▶ [Problem requirements]: The data below is to be repeated in full, exactly as given.

Records from a data collection:

::::::

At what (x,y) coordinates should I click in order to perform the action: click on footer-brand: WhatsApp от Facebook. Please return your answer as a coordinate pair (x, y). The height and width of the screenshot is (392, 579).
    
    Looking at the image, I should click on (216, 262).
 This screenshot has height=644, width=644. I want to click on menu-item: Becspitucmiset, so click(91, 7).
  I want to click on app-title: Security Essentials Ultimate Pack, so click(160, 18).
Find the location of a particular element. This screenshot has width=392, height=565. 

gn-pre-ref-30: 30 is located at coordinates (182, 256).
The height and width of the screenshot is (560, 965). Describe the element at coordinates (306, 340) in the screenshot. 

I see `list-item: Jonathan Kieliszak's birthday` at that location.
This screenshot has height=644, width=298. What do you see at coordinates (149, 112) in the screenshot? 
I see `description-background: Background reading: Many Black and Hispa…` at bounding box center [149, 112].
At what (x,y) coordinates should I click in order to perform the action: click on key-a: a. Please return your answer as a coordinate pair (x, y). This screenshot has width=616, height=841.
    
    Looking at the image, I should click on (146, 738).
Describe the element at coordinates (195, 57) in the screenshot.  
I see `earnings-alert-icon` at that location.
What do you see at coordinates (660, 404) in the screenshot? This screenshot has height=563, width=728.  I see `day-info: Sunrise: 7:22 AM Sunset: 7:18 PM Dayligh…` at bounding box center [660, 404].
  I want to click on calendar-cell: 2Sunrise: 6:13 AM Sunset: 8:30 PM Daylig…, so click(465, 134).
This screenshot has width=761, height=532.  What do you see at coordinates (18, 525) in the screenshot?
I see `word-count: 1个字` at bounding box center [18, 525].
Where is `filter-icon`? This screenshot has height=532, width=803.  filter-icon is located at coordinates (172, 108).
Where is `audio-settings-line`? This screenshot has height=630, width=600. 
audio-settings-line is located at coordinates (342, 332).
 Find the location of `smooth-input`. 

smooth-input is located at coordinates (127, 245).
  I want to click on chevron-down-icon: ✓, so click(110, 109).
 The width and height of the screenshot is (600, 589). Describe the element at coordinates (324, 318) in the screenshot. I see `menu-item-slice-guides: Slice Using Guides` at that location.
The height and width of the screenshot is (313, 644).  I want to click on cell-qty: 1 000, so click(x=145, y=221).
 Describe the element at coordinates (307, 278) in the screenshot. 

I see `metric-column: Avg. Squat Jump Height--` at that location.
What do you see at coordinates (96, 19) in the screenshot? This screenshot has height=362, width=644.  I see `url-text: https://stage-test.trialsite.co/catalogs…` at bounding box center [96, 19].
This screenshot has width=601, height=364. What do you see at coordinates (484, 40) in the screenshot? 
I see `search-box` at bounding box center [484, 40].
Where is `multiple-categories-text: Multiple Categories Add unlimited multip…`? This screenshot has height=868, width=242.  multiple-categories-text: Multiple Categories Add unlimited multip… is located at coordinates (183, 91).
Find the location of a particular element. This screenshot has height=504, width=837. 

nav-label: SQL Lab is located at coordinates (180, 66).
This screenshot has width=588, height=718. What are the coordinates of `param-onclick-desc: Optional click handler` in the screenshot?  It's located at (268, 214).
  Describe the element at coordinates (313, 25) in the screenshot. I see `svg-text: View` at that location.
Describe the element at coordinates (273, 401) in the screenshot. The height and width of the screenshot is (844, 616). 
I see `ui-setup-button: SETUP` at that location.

::::::

▶ [Your response]:
At what (x,y) coordinates should I click in order to perform the action: click on footer-brand: WhatsApp от Facebook. Please return your answer as a coordinate pair (x, y). The height and width of the screenshot is (392, 579).
    
    Looking at the image, I should click on (216, 262).
 This screenshot has height=644, width=644. I want to click on menu-item: Becspitucmiset, so click(91, 7).
  I want to click on app-title: Security Essentials Ultimate Pack, so click(160, 18).
Find the location of a particular element. This screenshot has width=392, height=565. 

gn-pre-ref-30: 30 is located at coordinates (182, 256).
The height and width of the screenshot is (560, 965). Describe the element at coordinates (306, 340) in the screenshot. 

I see `list-item: Jonathan Kieliszak's birthday` at that location.
This screenshot has height=644, width=298. What do you see at coordinates (149, 112) in the screenshot? 
I see `description-background: Background reading: Many Black and Hispa…` at bounding box center [149, 112].
At what (x,y) coordinates should I click in order to perform the action: click on key-a: a. Please return your answer as a coordinate pair (x, y). This screenshot has width=616, height=841.
    
    Looking at the image, I should click on (146, 738).
Describe the element at coordinates (195, 57) in the screenshot.  
I see `earnings-alert-icon` at that location.
What do you see at coordinates (660, 404) in the screenshot? This screenshot has height=563, width=728.  I see `day-info: Sunrise: 7:22 AM Sunset: 7:18 PM Dayligh…` at bounding box center [660, 404].
  I want to click on calendar-cell: 2Sunrise: 6:13 AM Sunset: 8:30 PM Daylig…, so click(465, 134).
This screenshot has width=761, height=532.  What do you see at coordinates (18, 525) in the screenshot?
I see `word-count: 1个字` at bounding box center [18, 525].
Where is `filter-icon`? This screenshot has height=532, width=803.  filter-icon is located at coordinates (172, 108).
Where is `audio-settings-line`? This screenshot has height=630, width=600. 
audio-settings-line is located at coordinates (342, 332).
 Find the location of `smooth-input`. 

smooth-input is located at coordinates (127, 245).
  I want to click on chevron-down-icon: ✓, so click(110, 109).
 The width and height of the screenshot is (600, 589). Describe the element at coordinates (324, 318) in the screenshot. I see `menu-item-slice-guides: Slice Using Guides` at that location.
The height and width of the screenshot is (313, 644).  I want to click on cell-qty: 1 000, so click(x=145, y=221).
 Describe the element at coordinates (307, 278) in the screenshot. 

I see `metric-column: Avg. Squat Jump Height--` at that location.
What do you see at coordinates (96, 19) in the screenshot? This screenshot has height=362, width=644.  I see `url-text: https://stage-test.trialsite.co/catalogs…` at bounding box center [96, 19].
This screenshot has width=601, height=364. What do you see at coordinates (484, 40) in the screenshot? 
I see `search-box` at bounding box center [484, 40].
Where is `multiple-categories-text: Multiple Categories Add unlimited multip…`? This screenshot has height=868, width=242.  multiple-categories-text: Multiple Categories Add unlimited multip… is located at coordinates (183, 91).
Find the location of a particular element. This screenshot has height=504, width=837. 

nav-label: SQL Lab is located at coordinates (180, 66).
This screenshot has width=588, height=718. What are the coordinates of `param-onclick-desc: Optional click handler` in the screenshot?  It's located at (268, 214).
  Describe the element at coordinates (313, 25) in the screenshot. I see `svg-text: View` at that location.
Describe the element at coordinates (273, 401) in the screenshot. The height and width of the screenshot is (844, 616). 
I see `ui-setup-button: SETUP` at that location.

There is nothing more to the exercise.